Nationwide, outraged parents are “getting on these school boards, and they’re making a difference,” said the panel’s moderator, Family Research Council Vice President of Communications J.P. Duffy.
Indoctrination in extreme sexual orientation and gender identity ideology is “completely antithetical [to] God’s design for the human person,” Cawvey’s fellow panelist, FRC senior fellow and Trump administration appointee Meg Kilgannon, added.
“The reason the Left is in the public schools is because that’s where the kids are. The other side has a whole machine ready to fund and elect their candidates, because there is at least $800 billion a year spent in public education,” said Kilgannon. She noted that Virginia’s Fairfax County spends $3.3 billion on education annually. “It has always been a mystery to me why you wouldn’t understand the return on investment of funding a candidate race for $1 million in that county, funding a slate of candidates to win, to get to spend $12 billion over four years.”

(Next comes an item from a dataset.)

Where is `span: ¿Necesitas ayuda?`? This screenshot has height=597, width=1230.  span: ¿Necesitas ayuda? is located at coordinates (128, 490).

Many parents became aware of the rift between their faith and the secular values that public schools seek to impose during the lengthy school shutdowns for COVID-19. Nationwide, children’s guardians learned of the “lack of transparency on curriculum, and conversations that are being held on controversial topics in the classroom, a lack of respect for parental rights, [and] obscene books” in classrooms and school libraries, noted Martin Strother, education director at the Indiana Family Institute, at the summit.

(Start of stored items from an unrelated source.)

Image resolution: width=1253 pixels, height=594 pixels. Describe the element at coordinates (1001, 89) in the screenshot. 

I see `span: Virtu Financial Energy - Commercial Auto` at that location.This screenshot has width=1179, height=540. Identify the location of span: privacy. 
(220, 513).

Despite their displeasure with school board secularism, “some of our best and brightest leaders, especially Christian conservatives, just simply aren’t considering running for the school board,” Strother continued. “We can’t just continue to concede massive institutions that we know are corrupt and often controlled by leftist unions” such as the National Education Association (NEA) and the American Federation of Teachers (AFT), “because our local public school district affects everybody.”
“It’s time for the church to step up,” he said.

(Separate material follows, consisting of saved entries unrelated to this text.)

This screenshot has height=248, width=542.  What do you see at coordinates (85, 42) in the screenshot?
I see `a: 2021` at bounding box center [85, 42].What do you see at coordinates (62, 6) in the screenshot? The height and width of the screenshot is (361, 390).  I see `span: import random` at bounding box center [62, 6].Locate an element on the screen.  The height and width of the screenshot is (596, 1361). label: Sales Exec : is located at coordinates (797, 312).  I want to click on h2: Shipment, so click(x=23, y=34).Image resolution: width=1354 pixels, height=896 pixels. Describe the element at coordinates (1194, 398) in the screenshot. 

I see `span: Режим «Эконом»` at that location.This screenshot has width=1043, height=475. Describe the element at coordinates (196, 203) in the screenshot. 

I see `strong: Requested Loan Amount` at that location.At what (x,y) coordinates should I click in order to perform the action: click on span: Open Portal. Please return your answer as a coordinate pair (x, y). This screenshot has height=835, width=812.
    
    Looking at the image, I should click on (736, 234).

Christians cannot assume these issues only crop up in large urban areas or Democrat-dominated regions. “If you don’t think that these issues are happening in your school — maybe it’s a conservative town — you’re wrong,” said Cawvey. “Parents need to speak up and find out what’s going on before it’s too late.”
Others note that, while Christians should attempt to remake public school policies, they need not send their children to these institutions until they are reformed. Troy McIntosh of the Ohio Christian Education Network told the summit about his drive to “give every student in Ohio access to an affordable, low-cost or no-cost Christian school education” that is “geographically and financially accessible.” The Columbus-based Center for Christian Virtue, an FRC state affiliate, has opened Christian schools inside church buildings (many of which sit vacant much of the week), especially in underprivileged urban areas.
“In 1524, Martin Luther wrote a tract that he distributed to all of the city councils in Germany, urging them to start a Christian school that would be accessible to every child in their town or in their village. What we’re trying to do today is answer Martin Luther’s call,” said McIntosh. “Instead of doing it through city councils, we are trying to do it through churches.”
Whether parents send their children to public schools, private schools, or homeschool, Strother gave them one piece of advice: “Always start with prayer,” he said. “It shows that we recognize that we’re in a spiritual battle. We’re in a battle between good and evil.”
In the eyes of millions of Virginia voters, Youngkin’s actions prove that sometimes good wins.
Ben Johnson is senior reporter and editor at The Washington Stand.